Auto FDT Address Adjustment in U-Boot
Auto FDT Address Adjustment in U-Boot
Problem
You may see this error in U-Boot when booting a kernel:
Did not find a cmdline Flattened Device Tree Could not find a valid device tree
Root cause: the kernel image ended up larger than expected and its end address overlaps (overwrites) the DTB already placed in memory. U-Boot loads kernel and FDT according to configured addresses (variables like fdt_addr_r). If the kernel’s end address grows and overlaps the FDT location, the kernel never sees a valid device tree.
Quick manual fix
Move the FDT address (fdt_addr_r) further up memory so it lives beyond the kernel end address and won’t be overwritten. That’s fine for one-off cases, but it’s manual and brittle when kernel sizes change.
Auto solution (what I implemented)
I created a general, boot-time auto-adjust mechanism that:
- Detects the actual kernel size / end address at boot.
- If the configured FDT address would be overwritten by the kernel, computes a new safe FDT address (linearly offset based on kernel size) and updates
fdt_addr_rbefore the FDT is used. - Works for both interactive
bootcommand flows and automatedsysboot. - Is shipped as a bash script you place in the U-Boot root directory and enable (it’s enabled by default in my package).
- Targeted and tested for U-Boot v2023.10 (23.10). Might work on other versions but behavior/paths can vary.
How it behaves (conceptually)
- At boot (or when
boot/sysbootruns), U-Boot normally prepares kernel and FDT using configured addresses. - The auto-adjust logic calculates the kernel end address from the loaded kernel size.
- If
fdt_addr_r< kernel_end + padding, the script bumpsfdt_addr_rupward to a safe value (kernel_end + padding). - U-Boot proceeds with the adjusted FDT address; the FDT is no longer overwritten by the kernel.
Benefits
- No manual edits to device tree address variables after each kernel change.
- Works automatically for scripted and interactive boots.
- Prevents hard-to-debug boot failures caused by image-size growth.
Limitations & notes
- Default behavior in my package is enabled; you can disable if you prefer manual control.
- Make sure your chosen new FDT address does not collide with other memory usages (ramdisk, initrd, etc.). The script uses a simple padding policy; adjust if your board has special constraints.
- This is a runtime mitigation — best practice remains: choose stable, non-overlapping load addresses in your board config when possible.
- Tested on U-Boot 23.10; if you run a different U-Boot version, test carefully in QEMU or on a dev board.
Where to get it
- Script (bash): https://mega.nz/file/46tCmaAY#o57eQxyM_-iFh1MAGwsUMJW264ESE8LG8J2-yXlxuPI
- Documentation for the script: https://mega.nz/file/UjlUSLiS#tnx-g-EC0YlZp1s3e2JP034hNCtvINt37Pr99K4KKl0
This post is licensed under CC BY 4.0 by the author.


### [GOAL OF THE EXERCISE]
Where in the data below does the word "median" appear? Copy every line that has it.

### [DATASET EXTRACT]
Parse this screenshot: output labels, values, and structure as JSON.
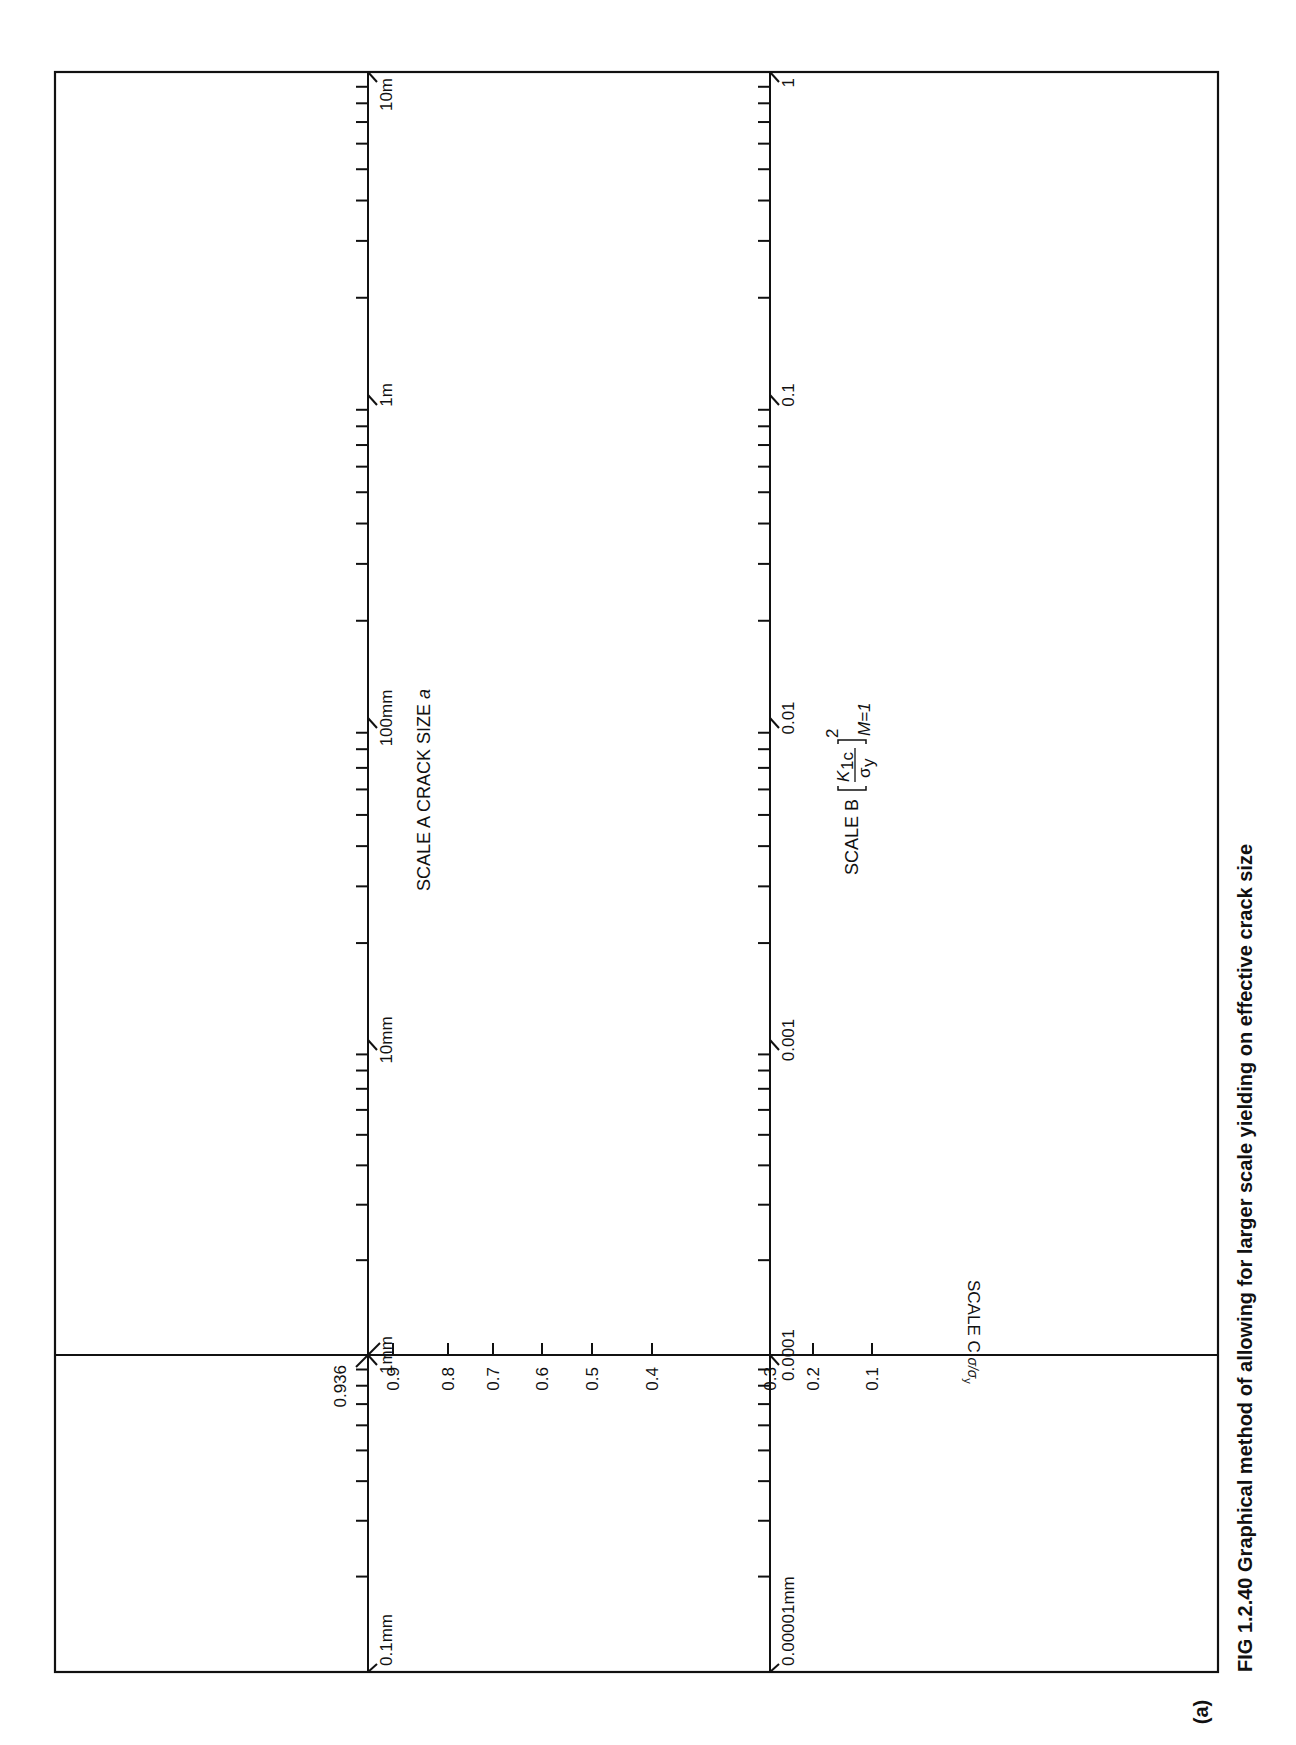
{
  "figure": {
    "panel_label": "(a)",
    "caption": "FIG 1.2.40 Graphical method of allowing for larger scale yielding on effective crack size",
    "line_color": "#111111",
    "background": "#ffffff"
  },
  "frame": {
    "left": 55,
    "top": 72,
    "right": 1218,
    "bottom": 1672
  },
  "scale_a": {
    "name": "SCALE A CRACK SIZE",
    "variable": "a",
    "axis_x": 368,
    "decades": [
      {
        "label": "10m",
        "y": 72
      },
      {
        "label": "1m",
        "y": 395
      },
      {
        "label": "100mm",
        "y": 718
      },
      {
        "label": "10mm",
        "y": 1040
      },
      {
        "label": "1mm",
        "y": 1355
      },
      {
        "label": "0.1mm",
        "y": 1672
      }
    ],
    "intersection_label": "0.936"
  },
  "scale_b": {
    "name": "SCALE B",
    "formula": {
      "numerator": "K",
      "numerator_sub": "1c",
      "denominator": "σ",
      "denominator_sub": "y",
      "power": "2",
      "condition": "M=1"
    },
    "axis_x": 770,
    "decades": [
      {
        "label": "1",
        "y": 72
      },
      {
        "label": "0.1",
        "y": 395
      },
      {
        "label": "0.01",
        "y": 718
      },
      {
        "label": "0.001",
        "y": 1040
      },
      {
        "label": "0.0001",
        "y": 1355
      },
      {
        "label": "0.00001mm",
        "y": 1672
      }
    ]
  },
  "scale_c": {
    "name": "SCALE C",
    "ratio": "σ/σ",
    "ratio_sub": "y",
    "axis_y": 1355,
    "ticks": [
      {
        "label": "0.9",
        "x": 393
      },
      {
        "label": "0.8",
        "x": 448
      },
      {
        "label": "0.7",
        "x": 493
      },
      {
        "label": "0.6",
        "x": 542
      },
      {
        "label": "0.5",
        "x": 592
      },
      {
        "label": "0.4",
        "x": 652
      },
      {
        "label": "0.3",
        "x": 770
      },
      {
        "label": "0.2",
        "x": 813
      },
      {
        "label": "0.1",
        "x": 872
      }
    ]
  }
}
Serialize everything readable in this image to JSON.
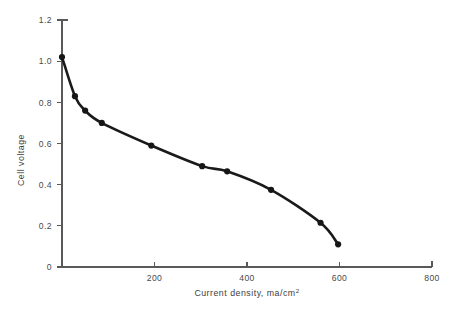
{
  "chart_data": {
    "type": "line",
    "title": "",
    "xlabel": "Current density, ma/cm",
    "xlabel_superscript": "2",
    "ylabel": "Cell voltage",
    "xlim": [
      0,
      800
    ],
    "ylim": [
      0,
      1.2
    ],
    "grid": false,
    "legend": null,
    "x_ticks": [
      0,
      200,
      400,
      600,
      800
    ],
    "x_tick_labels": [
      "0",
      "200",
      "400",
      "600",
      "800"
    ],
    "y_ticks": [
      0,
      0.2,
      0.4,
      0.6,
      0.8,
      1.0,
      1.2
    ],
    "y_tick_labels": [
      "0",
      "0.2",
      "0.4",
      "0.6",
      "0.8",
      "1.0",
      "1.2"
    ],
    "series": [
      {
        "name": "Cell polarization curve",
        "marker": "filled-circle",
        "color": "#161616",
        "x": [
          0,
          28,
          50,
          86,
          193,
          303,
          357,
          452,
          559,
          597
        ],
        "y": [
          1.02,
          0.83,
          0.76,
          0.7,
          0.59,
          0.49,
          0.465,
          0.375,
          0.215,
          0.11
        ]
      }
    ]
  },
  "figure": {
    "background_color": "#ffffff",
    "axis_color": "#595959",
    "curve_color": "#161616"
  }
}
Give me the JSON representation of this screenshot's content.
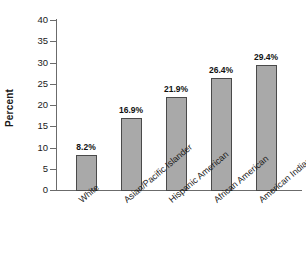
{
  "chart_data": {
    "type": "bar",
    "title": "",
    "xlabel": "",
    "ylabel": "Percent",
    "ylim": [
      0,
      40
    ],
    "grid": false,
    "legend": null,
    "categories": [
      "White",
      "Asian/Pacific Islander",
      "Hispanic American",
      "African American",
      "American Indian"
    ],
    "values": [
      8.2,
      16.9,
      21.9,
      26.4,
      29.4
    ],
    "value_labels": [
      "8.2%",
      "16.9%",
      "21.9%",
      "26.4%",
      "29.4%"
    ],
    "ytick_labels": [
      "0",
      "5",
      "10",
      "15",
      "20",
      "25",
      "30",
      "35",
      "40"
    ],
    "ytick_values": [
      0,
      5,
      10,
      15,
      20,
      25,
      30,
      35,
      40
    ],
    "bar_color": "#a9a9a9",
    "bar_border_color": "#4a4a4a",
    "axis_color": "#6b6b6b",
    "text_color": "#1a1a1a"
  }
}
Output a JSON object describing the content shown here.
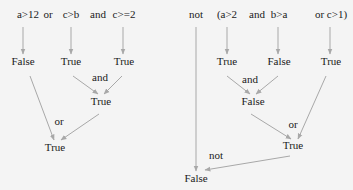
{
  "left_tree": {
    "expression_tokens": [
      {
        "id": "l_a12",
        "text": "a>12",
        "x": 28,
        "y": 14
      },
      {
        "id": "l_or",
        "text": "or",
        "x": 48,
        "y": 14
      },
      {
        "id": "l_cb",
        "text": "c>b",
        "x": 71,
        "y": 14
      },
      {
        "id": "l_and",
        "text": "and",
        "x": 98,
        "y": 14
      },
      {
        "id": "l_c2",
        "text": "c>=2",
        "x": 124,
        "y": 14
      }
    ],
    "nodes": [
      {
        "id": "l_v1",
        "text": "False",
        "x": 23,
        "y": 61
      },
      {
        "id": "l_v2",
        "text": "True",
        "x": 71,
        "y": 61
      },
      {
        "id": "l_v3",
        "text": "True",
        "x": 124,
        "y": 61
      },
      {
        "id": "l_v4",
        "text": "True",
        "x": 101,
        "y": 101
      },
      {
        "id": "l_v5",
        "text": "True",
        "x": 55,
        "y": 147
      }
    ],
    "op_labels": [
      {
        "id": "l_op_and",
        "text": "and",
        "x": 100,
        "y": 77
      },
      {
        "id": "l_op_or",
        "text": "or",
        "x": 59,
        "y": 121
      }
    ]
  },
  "right_tree": {
    "expression_tokens": [
      {
        "id": "r_not",
        "text": "not",
        "x": 196,
        "y": 14
      },
      {
        "id": "r_a2",
        "text": "(a>2",
        "x": 227,
        "y": 14
      },
      {
        "id": "r_and",
        "text": "and",
        "x": 257,
        "y": 14
      },
      {
        "id": "r_ba",
        "text": "b>a",
        "x": 279,
        "y": 14
      },
      {
        "id": "r_orc1",
        "text": "or c>1)",
        "x": 331,
        "y": 14
      }
    ],
    "nodes": [
      {
        "id": "r_v1",
        "text": "True",
        "x": 227,
        "y": 61
      },
      {
        "id": "r_v2",
        "text": "False",
        "x": 279,
        "y": 61
      },
      {
        "id": "r_v3",
        "text": "True",
        "x": 331,
        "y": 61
      },
      {
        "id": "r_v4",
        "text": "False",
        "x": 253,
        "y": 101
      },
      {
        "id": "r_v5",
        "text": "True",
        "x": 293,
        "y": 145
      },
      {
        "id": "r_v6",
        "text": "False",
        "x": 196,
        "y": 178
      }
    ],
    "op_labels": [
      {
        "id": "r_op_and",
        "text": "and",
        "x": 250,
        "y": 79
      },
      {
        "id": "r_op_or",
        "text": "or",
        "x": 293,
        "y": 124
      },
      {
        "id": "r_op_not",
        "text": "not",
        "x": 216,
        "y": 155
      }
    ]
  },
  "edges": [
    {
      "x1": 23,
      "y1": 27,
      "x2": 23,
      "y2": 54
    },
    {
      "x1": 71,
      "y1": 27,
      "x2": 71,
      "y2": 54
    },
    {
      "x1": 123,
      "y1": 27,
      "x2": 123,
      "y2": 54
    },
    {
      "x1": 73,
      "y1": 76,
      "x2": 98,
      "y2": 94
    },
    {
      "x1": 122,
      "y1": 76,
      "x2": 104,
      "y2": 94
    },
    {
      "x1": 30,
      "y1": 76,
      "x2": 54,
      "y2": 140
    },
    {
      "x1": 99,
      "y1": 114,
      "x2": 61,
      "y2": 140
    },
    {
      "x1": 227,
      "y1": 27,
      "x2": 227,
      "y2": 54
    },
    {
      "x1": 278,
      "y1": 27,
      "x2": 278,
      "y2": 54
    },
    {
      "x1": 330,
      "y1": 27,
      "x2": 330,
      "y2": 54
    },
    {
      "x1": 227,
      "y1": 76,
      "x2": 250,
      "y2": 94
    },
    {
      "x1": 278,
      "y1": 76,
      "x2": 256,
      "y2": 94
    },
    {
      "x1": 251,
      "y1": 114,
      "x2": 291,
      "y2": 139
    },
    {
      "x1": 326,
      "y1": 76,
      "x2": 298,
      "y2": 139
    },
    {
      "x1": 196,
      "y1": 27,
      "x2": 196,
      "y2": 171
    },
    {
      "x1": 290,
      "y1": 156,
      "x2": 205,
      "y2": 170
    }
  ],
  "colors": {
    "edge": "#a8a8a8",
    "text": "#1a1a1a",
    "background": "#f4f4f4"
  }
}
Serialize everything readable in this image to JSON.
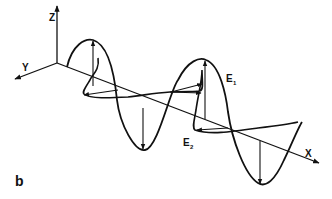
{
  "figure": {
    "panel_label": "b",
    "axes": {
      "x_label": "X",
      "y_label": "Y",
      "z_label": "Z"
    },
    "vectors": {
      "e1_label": "E",
      "e1_subscript": "1",
      "e2_label": "E",
      "e2_subscript": "2"
    },
    "colors": {
      "ink": "#111111",
      "background": "#ffffff"
    }
  }
}
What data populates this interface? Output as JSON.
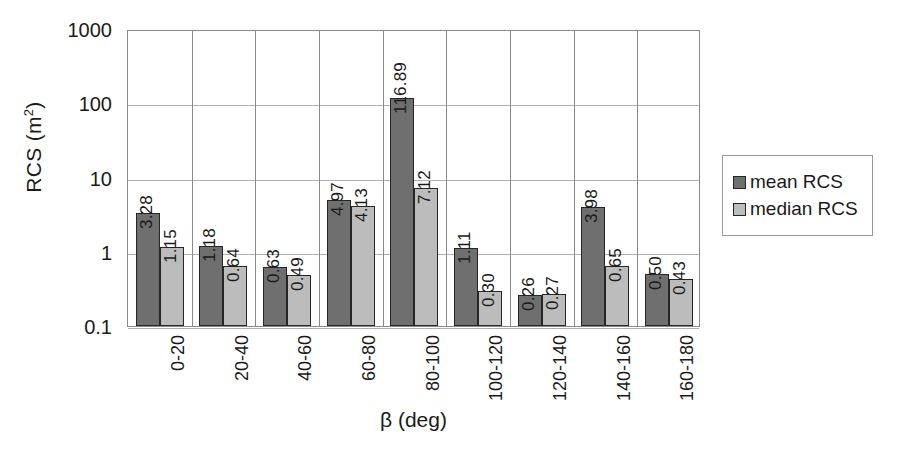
{
  "chart_data": {
    "type": "bar",
    "title": "",
    "xlabel": "β (deg)",
    "ylabel": "RCS (m²)",
    "ylabel_base": "RCS (m",
    "ylabel_sup": "2",
    "ylabel_close": ")",
    "yscale": "log",
    "ylim": [
      0.1,
      1000
    ],
    "ytick_labels": [
      "1000",
      "100",
      "10",
      "1",
      "0.1"
    ],
    "ytick_values": [
      1000,
      100,
      10,
      1,
      0.1
    ],
    "grid": true,
    "legend_position": "right",
    "categories": [
      "0-20",
      "20-40",
      "40-60",
      "60-80",
      "80-100",
      "100-120",
      "120-140",
      "140-160",
      "160-180"
    ],
    "series": [
      {
        "name": "mean RCS",
        "color": "#6f6f6f",
        "values": [
          3.28,
          1.18,
          0.63,
          4.97,
          116.89,
          1.11,
          0.26,
          3.98,
          0.5
        ],
        "labels": [
          "3.28",
          "1.18",
          "0.63",
          "4.97",
          "116.89",
          "1.11",
          "0.26",
          "3.98",
          "0.50"
        ]
      },
      {
        "name": "median RCS",
        "color": "#bcbcbc",
        "values": [
          1.15,
          0.64,
          0.49,
          4.13,
          7.12,
          0.3,
          0.27,
          0.65,
          0.43
        ],
        "labels": [
          "1.15",
          "0.64",
          "0.49",
          "4.13",
          "7.12",
          "0.30",
          "0.27",
          "0.65",
          "0.43"
        ]
      }
    ]
  },
  "legend": {
    "items": [
      {
        "label": "mean RCS",
        "swatch": "mean"
      },
      {
        "label": "median RCS",
        "swatch": "median"
      }
    ]
  }
}
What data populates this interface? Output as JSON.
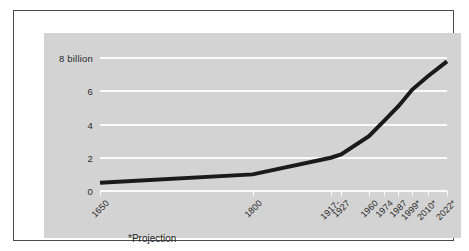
{
  "figure": {
    "footnote": "*Projection",
    "frame_color": "#4a4a52",
    "panel_color": "#d3d3d3",
    "gridline_color": "#fbfbfb",
    "series_color": "#1a1a1a"
  },
  "chart_data": {
    "type": "line",
    "title": "",
    "xlabel": "",
    "ylabel": "",
    "ylim": [
      0,
      8
    ],
    "yticks": [
      0,
      2,
      4,
      6,
      8
    ],
    "ytick_labels": [
      "0",
      "2",
      "4",
      "6",
      "8 billion"
    ],
    "grid": true,
    "legend": "none",
    "annotations": [
      "*Projection"
    ],
    "categories": [
      "1650",
      "1800",
      "1917-",
      "1927",
      "1960",
      "1974",
      "1987",
      "1999*",
      "2010*",
      "2022*"
    ],
    "x": [
      1650,
      1800,
      1917,
      1927,
      1960,
      1974,
      1987,
      1999,
      2010,
      2022
    ],
    "values": [
      0.5,
      1.0,
      2.0,
      2.2,
      3.3,
      4.2,
      5.1,
      6.1,
      6.9,
      7.8
    ],
    "series": [
      {
        "name": "World population",
        "values": [
          0.5,
          1.0,
          2.0,
          2.2,
          3.3,
          4.2,
          5.1,
          6.1,
          6.9,
          7.8
        ]
      }
    ],
    "vertex_points": [
      {
        "label": "1650",
        "value": 0.5
      },
      {
        "label": "1800",
        "value": 1.0
      },
      {
        "label": "1927",
        "value": 2.2
      },
      {
        "label": "2022*",
        "value": 7.8
      }
    ]
  }
}
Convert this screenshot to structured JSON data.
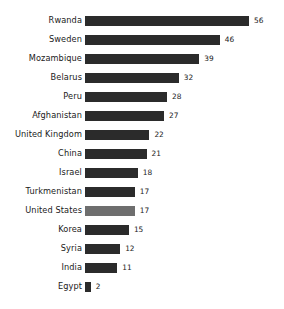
{
  "chart_data": {
    "type": "bar",
    "orientation": "horizontal",
    "title": "",
    "subtitle": "",
    "xlabel": "",
    "ylabel": "",
    "grid": false,
    "legend": false,
    "axis_visible": false,
    "xlim": [
      0,
      56
    ],
    "categories": [
      "Rwanda",
      "Sweden",
      "Mozambique",
      "Belarus",
      "Peru",
      "Afghanistan",
      "United Kingdom",
      "China",
      "Israel",
      "Turkmenistan",
      "United States",
      "Korea",
      "Syria",
      "India",
      "Egypt"
    ],
    "values": [
      56,
      46,
      39,
      32,
      28,
      27,
      22,
      21,
      18,
      17,
      17,
      15,
      12,
      11,
      2
    ],
    "value_labels": [
      "56",
      "46",
      "39",
      "32",
      "28",
      "27",
      "22",
      "21",
      "18",
      "17",
      "17",
      "15",
      "12",
      "11",
      "2"
    ],
    "highlighted_category": "United States",
    "colors": {
      "bar": "#2b2b2b",
      "bar_highlight": "#6e6e6e",
      "background": "#ffffff",
      "text": "#1a1a1a"
    }
  }
}
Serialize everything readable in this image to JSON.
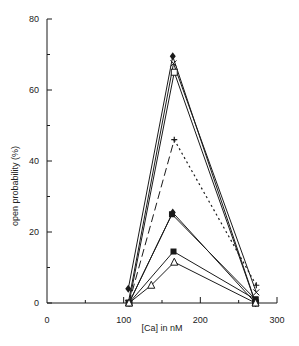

### [YOUR RESPONSE]
        "name": "median RCS",
        "label": "median RCS",
        "swatch": "median"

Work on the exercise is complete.